On this planet Earth there is ultimatel one rule: est lunch or be lunch. When the lion chases the gazelle because it is hungry, or the lioness needs to feed her young ones ( and aren’t they cute?) tell it should not do do because the gazelle should live free. Enough said.
Fish – 28g
Eggs – 13g
Meat – 14g of red meat and 29g of chicken
Vegetables – 300 g
Wonder where to find my protein?
Read that again. "We can no longer feed our population a healthy diet." They admit that eating meat provides a healthy diet, and that what they now recommend is LESS healthy.
Makes no sense on so many levels.
https://www.psychologytoday.com/us/blog/diagnosis-diet/201901/eat-lan...
Red meat, white meat and fish production are highly successful businesses where the welfare of the animals is of little interest when there are millions to be made.
Humans have been eating fruit, vegetables, nuts and seeds for millions more years than we have been eating meat; and it would appear that we have
survived! Moreover, the only essential vitamin that a vegetarian would require in a supplement form is B12, and this is only because we have become so ‘clean’ and our soil has become so polluted.
I suggest that those of you who are interested go to nutritionfacts.org and check out Dr Michael Greger.
The common practice of raising beef is undoubtedly polluting the planet like nothing else and until the practice of using feed lots as aposed to the sustainable grazing practice the problem will continue.
EAT promotes the one food group we don’t need once again and the long term end result will be billions more suffering from avoidable Ill heath.
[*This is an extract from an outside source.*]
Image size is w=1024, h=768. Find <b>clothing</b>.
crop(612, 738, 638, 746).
Probably the cost of medication bankrupting countries around the world too
Vegetarians less healthy than meat eaters!
Modern humans are very wasteful, inefficient and lazy, not to mention greedy and self serving. We have become far too dependant on government subsidized food production and the wealth it brings to those entities manufacturing our food.
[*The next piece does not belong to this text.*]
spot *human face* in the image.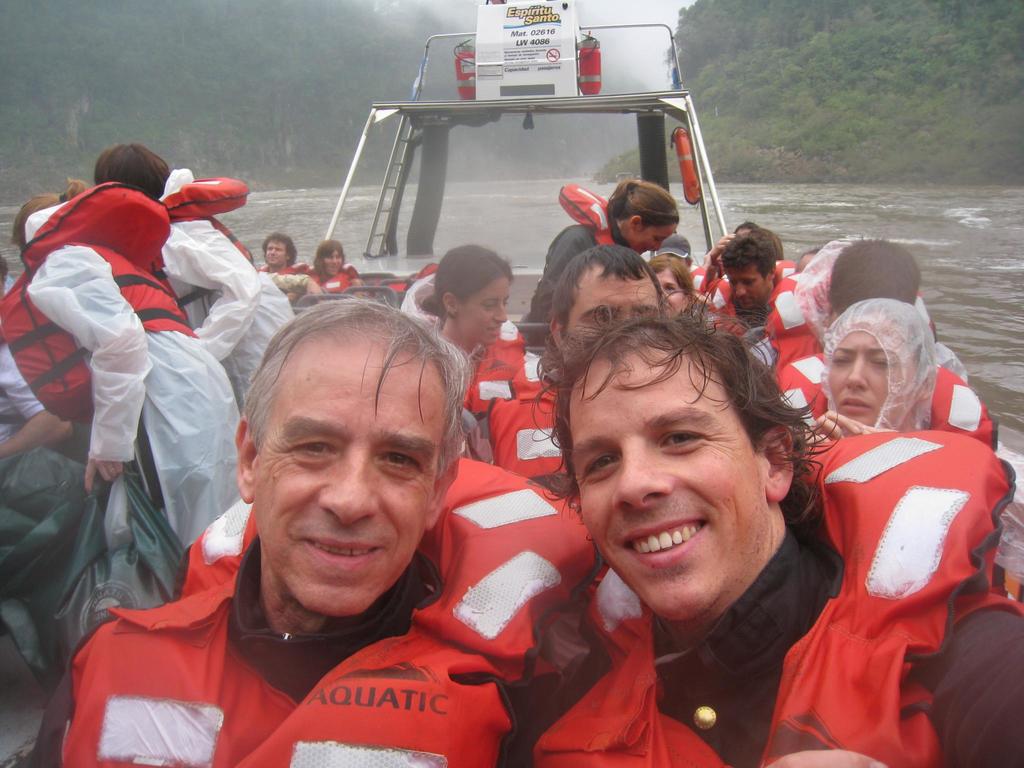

Climate change is driven by the cycles of the sun, NOT some very minor and insignificant man-made greenhouse gas. Research the Grand Solar Minimum, and the historical climate records to learn about how the sun naturally affects the earth's climate. We are heading for a severe global cooling period over the next 30-40 years. We will be seeing crop losses on a devastatingly widespread scale shortly. We will need protein from animals who are naturally hardier to withstand cold than frozen plants. We will need to grow plants in greenhouses-type ways that will be impossible.
What will vegan and vegetarian pet owners be feeding their beloveds if they obtain their goal and there is no meat to feed them? OMG!
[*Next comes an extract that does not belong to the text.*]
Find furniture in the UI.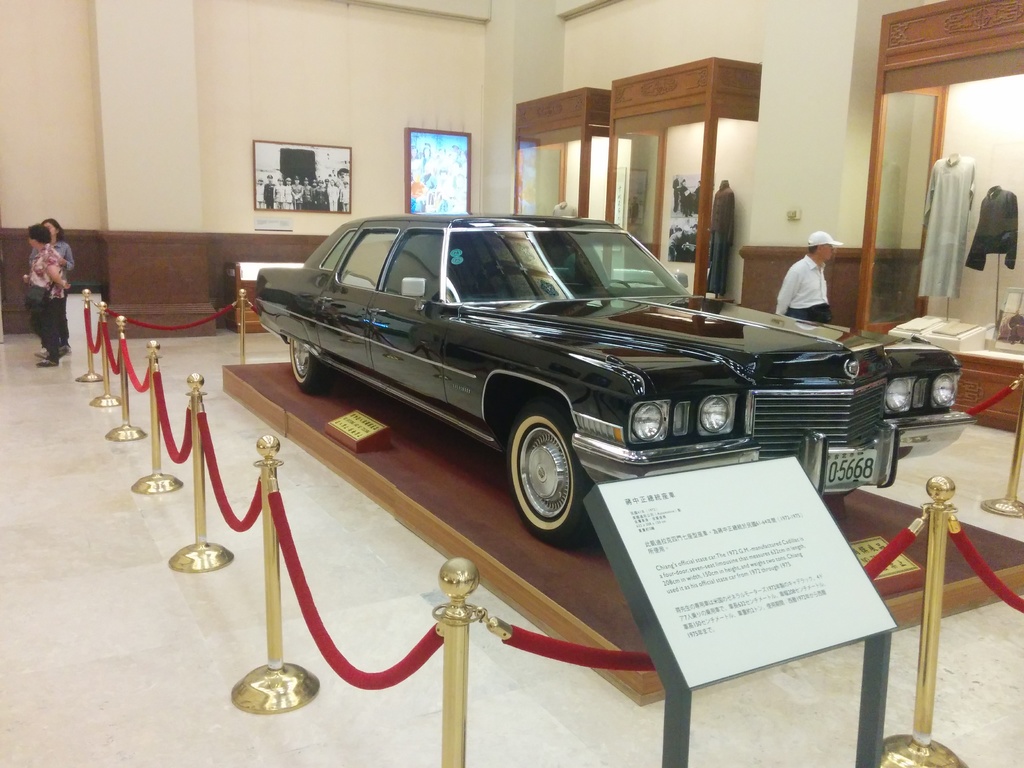
UI element at <bbox>231, 262, 302, 333</bbox>.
...It's started. Here's something I saw on the Australia ABC web page: https://www.abc.net.au/news/2019-01-27/your-healthy-diet-in-the-age-o.... The authors have been pushing similar barrows over the years. The strong link to climate change emanates from the sponsoring organisation (see its Annual Report 2018 here: https://www.dea.org.au/wp-content/uploads/2018/10/DEAAnnualReport2018...). Clearly it has an agenda to push which it has hitched to the EAT "report". The article on the ABC has more to do about switching to alternative energies and eliminating coal-sourced power systems than it actually has to do about a beneficial diet for the population of the planet.
So, do you agree or not?
We need to control our numbers before drastic measures have to be taken. People will only change when there is no other choise, governments need to start programs to cut population numbers now. The planet cannot support us much longer.
No body seem to be paying this problem any attention, why?